Nick Clegg: the new, the next Churchill?
With just 10 days to go until Britain votes in its general election, Nick Clegg, the leader of the Liberal Democrats, is the new star in the eyes of voters. According to a poll by YouGov, Clegg is the most popular British politician since Winston Churchill. Since his impressive performance in two television debates against Gordon Brown and David Cameron, the Liberal Democrats have moved from having the status of outsiders to challenging the country's two leading parties — the Conservatives and Labour — on 6 May.
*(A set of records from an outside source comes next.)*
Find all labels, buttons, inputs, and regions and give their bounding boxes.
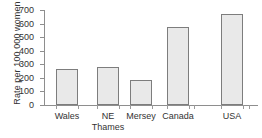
y-tick-mark: 0 <box>40 105 44 106</box>
x-axis-label: NEThames <box>92 111 125 133</box>
x-tick-mark <box>97 105 98 109</box>
y-tick-mark: 200 <box>40 78 44 79</box>
x-axis-label-line: USA <box>223 111 242 121</box>
x-axis-label: Wales <box>55 111 80 122</box>
y-tick-mark: 300 <box>40 64 44 65</box>
x-tick-mark <box>194 105 195 109</box>
x-tick-mark <box>78 105 79 109</box>
x-axis-label: USA <box>223 111 242 122</box>
x-axis-label: Canada <box>162 111 194 122</box>
x-axis-label-line: Canada <box>162 111 194 121</box>
y-tick-mark: 600 <box>40 24 44 25</box>
y-tick-mark: 400 <box>40 51 44 52</box>
y-tick-label: 400 <box>19 46 34 56</box>
x-tick-mark <box>152 105 153 109</box>
bar-chart: Rate per 100 000 women 01002003004005006… <box>0 0 262 138</box>
y-tick-mark: 700 <box>40 10 44 11</box>
bar <box>167 27 189 105</box>
y-tick-label: 600 <box>19 19 34 29</box>
y-tick-mark: 100 <box>40 91 44 92</box>
x-axis-label: Mersey <box>126 111 156 122</box>
x-axis-label-line: NE <box>102 111 115 121</box>
bar <box>56 69 78 105</box>
bar <box>221 14 243 105</box>
y-tick-mark: 500 <box>40 37 44 38</box>
x-tick-mark <box>243 105 244 109</box>
x-axis-line <box>44 105 258 106</box>
x-axis-label-line: Mersey <box>126 111 156 121</box>
x-tick-mark <box>167 105 168 109</box>
x-tick-mark <box>221 105 222 109</box>
x-axis-label-line: Thames <box>92 122 125 133</box>
y-tick-label: 0 <box>29 100 34 110</box>
y-tick-label: 200 <box>19 73 34 83</box>
x-tick-mark <box>249 105 250 109</box>
x-axis-label-line: Wales <box>55 111 80 121</box>
x-tick-mark <box>56 105 57 109</box>
x-tick-mark <box>130 105 131 109</box>
bar <box>97 67 119 105</box>
plot-area: 0100200300400500600700 <box>44 10 258 105</box>
x-tick-mark <box>119 105 120 109</box>
bar <box>130 80 152 105</box>
y-tick-label: 500 <box>19 32 34 42</box>
x-tick-mark <box>189 105 190 109</box>
y-tick-label: 700 <box>19 5 34 15</box>
y-tick-label: 300 <box>19 59 34 69</box>
y-axis-line <box>44 10 45 105</box>
y-tick-label: 100 <box>19 86 34 96</box>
Nick Clegg was born in Buckinghamshire in 1967, and he brings a colourful family history to British politics. His great-great-grandfather, the nobleman Ignaty Zakrevsky, was attorney general of the Russian senate, while his great-great-aunt, Baroness Moura Budberg, was the mistress of H. G. Wells, Maxim Gorky and Robert Bruce Lockhart, a famous British spy working in Moscow. Clegg's mother, Hermance van den Wall Bake, was born in Indonesia and was sent to a concentration camp by the Japanese after they captured Batavia (Jakarta) in 1942. Clegg speaks English, Dutch, French, German and Spanish.
A strong result on 6 May by his party could result in a "hung parliament", giving the Lib Dems, as they are called, near-unprecedented power.